The carriage was much the same as their shared dormitory. Junior lounged with his legs spread across two seats, drinking an ice-cold bottle of beer. They never bothered with proper names, as the young man revealed he was destined for L2, after which they’d never see each other again. The fridge, he told Markriss, was at the far end of the compartment, where the fire extinguishers were usually kept. There
were no other passengers.
Markriss capped his beer, grabbed a packet of crisps from a makeshift larder above the fridge, and settled down adjacent to his travelling companion. When the train began to move, they paid the crowd no further attention, both forming false displays of nonchalance. An announcement was made, welcoming the lucky prizewinners. Junior barked more laughter, putting on headphones, closing his eyes, head nodding. Crowds, bands, protesters rolled away as though the outside world had been placed on a town-sized treadmill. Struck by guilt, he tried to see his mother even though Junior told him it wasn’t worth it. He was right. The station disappeared from view. Markriss settled in his seat, the leather book Willow had given him resting in his hands.

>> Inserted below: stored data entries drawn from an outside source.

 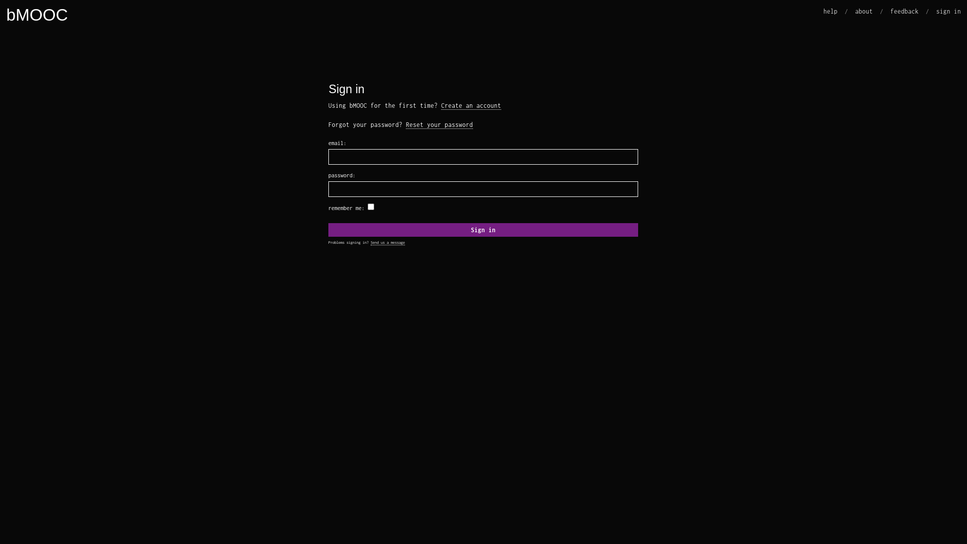 What do you see at coordinates (471, 106) in the screenshot?
I see `Create an account` at bounding box center [471, 106].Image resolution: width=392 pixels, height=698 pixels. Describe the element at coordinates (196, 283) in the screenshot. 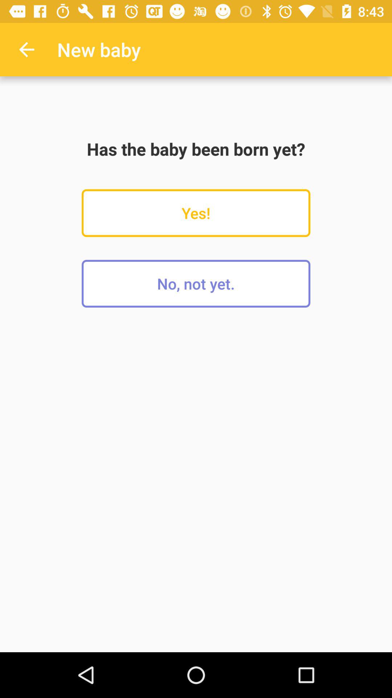

I see `press no, not yet.` at that location.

For all the fuss made about this infamous train ride, the journey didn’t last very long. Town after town went by, each filled with further crowds of people lining the dusty trackside, waving or booing depending on the lie of their politics. The further they progressed, the fewer people. Fewer houses, fewer corporate buildings, until finally mud and soil. A man-made land of desolation. The Blin.
‘Ra.’
Junior and Markriss swapped nervous glances. Mince-brown earth, an eternal, emptied building site. Occasional fields of lion’s mane sunflowers, thousands of dark iris corollas watching from regulation 500-square-metre patches to the north. No signs of life other than birds, and even they didn’t dare land. A glinting block on the arid horizon that grew brighter by the moment. Fifteen minutes later their guard was back, telling the young men that a look from their windows would reward them with a sight few had seen. With the Ark ahead and the train coming towards it at a right angle, it was difficult to catch. Markriss and Junior tossed away casual attitudes, rushing for the train doors. There, they could look beyond the glass, even if they couldn’t open any windows.